But there is something that I can't understand in your trade list: at minute 06:54:00 (for example) you sold a lot of wolf between 0.001-0.00107 and, at the same time, bought another lot between 0.00154-0.001175. What was your reason to sell cheap and buy expensive?
If, by selling cheap, your goal was to decrease the market price, I think that your best next move would have been to buy your own cheap orders - seems the ideal way to reach the goal without losing anything.
But buying, instead, higher orders would increase back the market price, annihilating your first move and also making a loss for you. So, where is the gain?!
Or have you acted this way just to encourage other traders to play more active and to make the game more funny (as you promised)?
I was hoping to achieve three things:
1) Open up a spread in which the active traders could trade more freely
2) Make the game more fun
3) Slowly move the price up in a rolling fashion, I'd partly hoped more people had brought btc on the day or were actively trading and would put up buy orders also.
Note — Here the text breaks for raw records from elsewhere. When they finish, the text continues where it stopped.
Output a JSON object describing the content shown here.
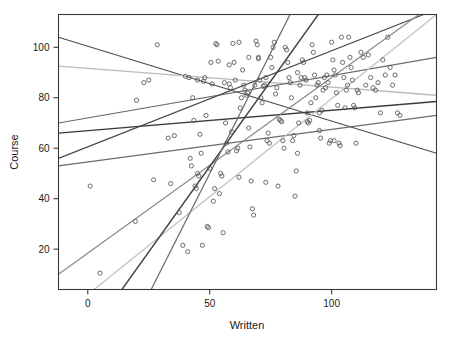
{
  "chart_data": {
    "type": "scatter",
    "title": "",
    "xlabel": "Written",
    "ylabel": "Course",
    "xlim": [
      -12,
      143
    ],
    "ylim": [
      4,
      113
    ],
    "xticks": [
      0,
      50,
      100
    ],
    "yticks": [
      20,
      40,
      60,
      80,
      100
    ],
    "xtick_labels": [
      "0",
      "50",
      "100"
    ],
    "ytick_labels": [
      "20",
      "40",
      "60",
      "80",
      "100"
    ],
    "grid": false,
    "legend": null,
    "marker": "open-circle",
    "points": [
      [
        1,
        45
      ],
      [
        5,
        10.5
      ],
      [
        19.5,
        31
      ],
      [
        20,
        79
      ],
      [
        25,
        87
      ],
      [
        27,
        47.5
      ],
      [
        28.5,
        101
      ],
      [
        34,
        46
      ],
      [
        35.5,
        65
      ],
      [
        37.5,
        34.5
      ],
      [
        39,
        21.5
      ],
      [
        40,
        88.5
      ],
      [
        41,
        19
      ],
      [
        41.5,
        88
      ],
      [
        42,
        56
      ],
      [
        42.5,
        53
      ],
      [
        43,
        80
      ],
      [
        43.5,
        71
      ],
      [
        44,
        45
      ],
      [
        44.5,
        44
      ],
      [
        45,
        50
      ],
      [
        45.5,
        49
      ],
      [
        46,
        65.5
      ],
      [
        46.5,
        58
      ],
      [
        47,
        21.5
      ],
      [
        47.5,
        86.5
      ],
      [
        48,
        88
      ],
      [
        48.5,
        73
      ],
      [
        49,
        29
      ],
      [
        49.5,
        28.5
      ],
      [
        50,
        52
      ],
      [
        50.5,
        94
      ],
      [
        51,
        85.5
      ],
      [
        51.5,
        39
      ],
      [
        52,
        44
      ],
      [
        52.5,
        101.5
      ],
      [
        53,
        101
      ],
      [
        53.5,
        94.5
      ],
      [
        54,
        42
      ],
      [
        54.5,
        50
      ],
      [
        55,
        49
      ],
      [
        55.5,
        26.5
      ],
      [
        56,
        86
      ],
      [
        56.5,
        70
      ],
      [
        57,
        62
      ],
      [
        57.5,
        58.5
      ],
      [
        58,
        85.5
      ],
      [
        58.5,
        84
      ],
      [
        59,
        66.5
      ],
      [
        59.5,
        101.5
      ],
      [
        60,
        94
      ],
      [
        60.5,
        87
      ],
      [
        61,
        59
      ],
      [
        61.5,
        60
      ],
      [
        62,
        48.5
      ],
      [
        62.5,
        76
      ],
      [
        63,
        80
      ],
      [
        63.5,
        91
      ],
      [
        64,
        85
      ],
      [
        64.5,
        83
      ],
      [
        65,
        81
      ],
      [
        65.5,
        82
      ],
      [
        66,
        68
      ],
      [
        66.5,
        60.5
      ],
      [
        67,
        47
      ],
      [
        67.5,
        36
      ],
      [
        68,
        33.5
      ],
      [
        68.5,
        85
      ],
      [
        69,
        102.5
      ],
      [
        69.5,
        101
      ],
      [
        70,
        95.5
      ],
      [
        70.5,
        87
      ],
      [
        71,
        80
      ],
      [
        71.5,
        78
      ],
      [
        72,
        84.5
      ],
      [
        72.5,
        85
      ],
      [
        73,
        46.5
      ],
      [
        73.5,
        63
      ],
      [
        74,
        66
      ],
      [
        74.5,
        62
      ],
      [
        75,
        96
      ],
      [
        75.5,
        92
      ],
      [
        76,
        100
      ],
      [
        76.5,
        102
      ],
      [
        77,
        81.5
      ],
      [
        77.5,
        84
      ],
      [
        78,
        45
      ],
      [
        78.5,
        71.5
      ],
      [
        79,
        71
      ],
      [
        79.5,
        70.5
      ],
      [
        80,
        63
      ],
      [
        80.5,
        60
      ],
      [
        81,
        100
      ],
      [
        81.5,
        99
      ],
      [
        82,
        94
      ],
      [
        82.5,
        88
      ],
      [
        83,
        86
      ],
      [
        83.5,
        80
      ],
      [
        84,
        63
      ],
      [
        84.5,
        65
      ],
      [
        85,
        41
      ],
      [
        85.5,
        51
      ],
      [
        86,
        58
      ],
      [
        86.5,
        70
      ],
      [
        87,
        85
      ],
      [
        87.5,
        88
      ],
      [
        88,
        95
      ],
      [
        88.5,
        94
      ],
      [
        89,
        88
      ],
      [
        89.5,
        87
      ],
      [
        90,
        70.5
      ],
      [
        90.5,
        70
      ],
      [
        91,
        71
      ],
      [
        91.5,
        78
      ],
      [
        92,
        101
      ],
      [
        92.5,
        98
      ],
      [
        93,
        89
      ],
      [
        93.5,
        80
      ],
      [
        94,
        85
      ],
      [
        94.5,
        86
      ],
      [
        95,
        67
      ],
      [
        95.5,
        64
      ],
      [
        96,
        75
      ],
      [
        96.5,
        83
      ],
      [
        97,
        88
      ],
      [
        97.5,
        84
      ],
      [
        98,
        89
      ],
      [
        98.5,
        86
      ],
      [
        99,
        62
      ],
      [
        99.5,
        63
      ],
      [
        100,
        102
      ],
      [
        100.5,
        95
      ],
      [
        101,
        91
      ],
      [
        101.5,
        89
      ],
      [
        102,
        82
      ],
      [
        102.5,
        77
      ],
      [
        103,
        62
      ],
      [
        103.5,
        61
      ],
      [
        104,
        104
      ],
      [
        104.5,
        94
      ],
      [
        105,
        88
      ],
      [
        105.5,
        76
      ],
      [
        106,
        83
      ],
      [
        106.5,
        85
      ],
      [
        107,
        104
      ],
      [
        107.5,
        96
      ],
      [
        108,
        92
      ],
      [
        108.5,
        87
      ],
      [
        109,
        77
      ],
      [
        109.5,
        76
      ],
      [
        110,
        62
      ],
      [
        110.5,
        83
      ],
      [
        111,
        82
      ],
      [
        112,
        98
      ],
      [
        113,
        96
      ],
      [
        114,
        85
      ],
      [
        115,
        97
      ],
      [
        116,
        88
      ],
      [
        117,
        84
      ],
      [
        118,
        83
      ],
      [
        119,
        86
      ],
      [
        120,
        74
      ],
      [
        121,
        95
      ],
      [
        122,
        89
      ],
      [
        123,
        104
      ],
      [
        124,
        92
      ],
      [
        125,
        85
      ],
      [
        126,
        89
      ],
      [
        127,
        74
      ],
      [
        128,
        73
      ],
      [
        62,
        102
      ],
      [
        66,
        96
      ],
      [
        70,
        96
      ],
      [
        73,
        88
      ],
      [
        45,
        87
      ],
      [
        33,
        64
      ],
      [
        23,
        86
      ],
      [
        58,
        93
      ],
      [
        86,
        90
      ],
      [
        90,
        74
      ],
      [
        95,
        74
      ],
      [
        101,
        63
      ]
    ],
    "regression_lines": [
      {
        "name": "line-1",
        "x1": -12,
        "y1": 104,
        "x2": 143,
        "y2": 58,
        "color": "#4d4d4d",
        "width": 1.2
      },
      {
        "name": "line-2",
        "x1": -12,
        "y1": 92.5,
        "x2": 143,
        "y2": 81,
        "color": "#bcbcbc",
        "width": 1.3
      },
      {
        "name": "line-3",
        "x1": -12,
        "y1": 70,
        "x2": 143,
        "y2": 96,
        "color": "#6b6b6b",
        "width": 1.2
      },
      {
        "name": "line-4",
        "x1": -12,
        "y1": 66,
        "x2": 143,
        "y2": 78.5,
        "color": "#3a3a3a",
        "width": 1.4
      },
      {
        "name": "line-5",
        "x1": -12,
        "y1": 56,
        "x2": 143,
        "y2": 115,
        "color": "#4a4a4a",
        "width": 1.3
      },
      {
        "name": "line-6",
        "x1": -12,
        "y1": 53,
        "x2": 143,
        "y2": 73,
        "color": "#6b6b6b",
        "width": 1.3
      },
      {
        "name": "line-7",
        "x1": -12,
        "y1": 10,
        "x2": 143,
        "y2": 118,
        "color": "#8a8a8a",
        "width": 1.2
      },
      {
        "name": "line-8",
        "x1": 0,
        "y1": 2,
        "x2": 143,
        "y2": 113,
        "color": "#c4c4c4",
        "width": 1.4
      },
      {
        "name": "line-9",
        "x1": 14,
        "y1": 4,
        "x2": 96,
        "y2": 115,
        "color": "#3f3f3f",
        "width": 1.3
      },
      {
        "name": "line-10",
        "x1": 26,
        "y1": 4,
        "x2": 84,
        "y2": 115,
        "color": "#6f6f6f",
        "width": 1.3
      }
    ],
    "point_color": "#555555",
    "point_radius_px": 2.1
  },
  "axes": {
    "x_axis_label": "Written",
    "y_axis_label": "Course"
  }
}
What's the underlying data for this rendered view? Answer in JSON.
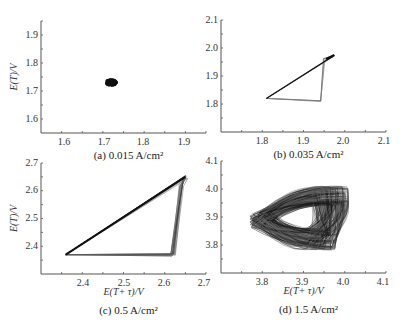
{
  "chart_data": [
    {
      "id": "a",
      "type": "scatter",
      "caption": "(a) 0.015 A/cm²",
      "xlabel": "",
      "ylabel": "E(T)/V",
      "xlim": [
        1.55,
        1.95
      ],
      "ylim": [
        1.55,
        1.95
      ],
      "xticks": [
        "1.6",
        "1.7",
        "1.8",
        "1.9"
      ],
      "yticks": [
        "1.6",
        "1.7",
        "1.8",
        "1.9"
      ],
      "description": "dense point cluster",
      "points": [
        [
          1.72,
          1.73
        ]
      ],
      "frame": {
        "x0": 41,
        "x1": 206,
        "y0": 133,
        "y1": 21
      },
      "tick_px": {
        "x": [
          64,
          104,
          143,
          184
        ],
        "y": [
          119,
          91,
          63,
          35
        ]
      }
    },
    {
      "id": "b",
      "type": "line",
      "caption": "(b) 0.035 A/cm²",
      "xlabel": "",
      "ylabel": "",
      "xlim": [
        1.7,
        2.1
      ],
      "ylim": [
        1.7,
        2.1
      ],
      "xticks": [
        "1.8",
        "1.9",
        "2.0",
        "2.1"
      ],
      "yticks": [
        "1.8",
        "1.9",
        "2.0",
        "2.1"
      ],
      "description": "triangular limit cycle",
      "points": [
        [
          1.81,
          1.82
        ],
        [
          1.94,
          1.81
        ],
        [
          1.95,
          1.96
        ],
        [
          1.97,
          1.97
        ],
        [
          1.81,
          1.82
        ]
      ],
      "frame": {
        "x0": 221,
        "x1": 386,
        "y0": 132,
        "y1": 20
      },
      "tick_px": {
        "x": [
          262,
          303,
          343,
          384
        ],
        "y": [
          104,
          76,
          48,
          20
        ]
      }
    },
    {
      "id": "c",
      "type": "line",
      "caption": "(c) 0.5 A/cm²",
      "xlabel": "E(T+ τ)/V",
      "ylabel": "E(T)/V",
      "xlim": [
        2.3,
        2.7
      ],
      "ylim": [
        2.3,
        2.7
      ],
      "xticks": [
        "2.4",
        "2.5",
        "2.6",
        "2.7"
      ],
      "yticks": [
        "2.4",
        "2.5",
        "2.6",
        "2.7"
      ],
      "description": "triangular attractor with multiple overlapping loops",
      "points": [
        [
          2.36,
          2.37
        ],
        [
          2.62,
          2.37
        ],
        [
          2.64,
          2.62
        ],
        [
          2.65,
          2.65
        ],
        [
          2.36,
          2.37
        ]
      ],
      "frame": {
        "x0": 41,
        "x1": 206,
        "y0": 274,
        "y1": 163
      },
      "tick_px": {
        "x": [
          83,
          124,
          164,
          204
        ],
        "y": [
          246,
          218,
          190,
          163
        ]
      }
    },
    {
      "id": "d",
      "type": "line",
      "caption": "(d) 1.5 A/cm²",
      "xlabel": "E(T+ τ)/V",
      "ylabel": "",
      "xlim": [
        3.7,
        4.1
      ],
      "ylim": [
        3.7,
        4.1
      ],
      "xticks": [
        "3.8",
        "3.9",
        "4.0",
        "4.1"
      ],
      "yticks": [
        "3.8",
        "3.9",
        "4.0",
        "4.1"
      ],
      "description": "chaotic attractor, dense tangle",
      "x_range": [
        3.77,
        4.02
      ],
      "y_range": [
        3.78,
        4.01
      ],
      "frame": {
        "x0": 221,
        "x1": 386,
        "y0": 273,
        "y1": 161
      },
      "tick_px": {
        "x": [
          262,
          302,
          343,
          383
        ],
        "y": [
          245,
          217,
          189,
          161
        ]
      }
    }
  ]
}
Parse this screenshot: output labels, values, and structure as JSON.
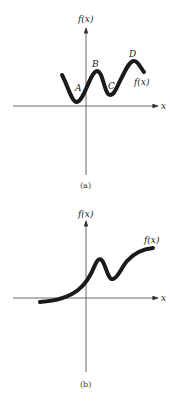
{
  "panels": [
    {
      "id": "a",
      "caption": "(a)",
      "y_axis_label": "f(x)",
      "x_axis_label": "x",
      "curve_label": "f(x)",
      "points": [
        {
          "name": "A",
          "label": "A"
        },
        {
          "name": "B",
          "label": "B"
        },
        {
          "name": "C",
          "label": "C"
        },
        {
          "name": "D",
          "label": "D"
        }
      ]
    },
    {
      "id": "b",
      "caption": "(b)",
      "y_axis_label": "f(x)",
      "x_axis_label": "x",
      "curve_label": "f(x)"
    }
  ],
  "colors": {
    "curve": "#1a1a1a",
    "axis": "#444444"
  }
}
Failing that though, a goal was to have a sentiment among traders or "somebody dumped low but the dev is still buying, it's not over yet, I won't sell low" (which would lead to them placing sell orders and jamming up the sell side again if no weight was added to the buy side).
As a private trader, I frequently
place orders to re buy everything I've sold at a price point lower, so if I sell at 0.0011, 0.0012, 0.0013, I will place buy orders at 0.00105, 0.00115, 0.00125, this keeps the price moving upwards, and ensures I make a gain even if a dump happens. I'd hoped to see some of this on insanity sunday, adding weight to the buy side which garners buy support and lifts the price higher.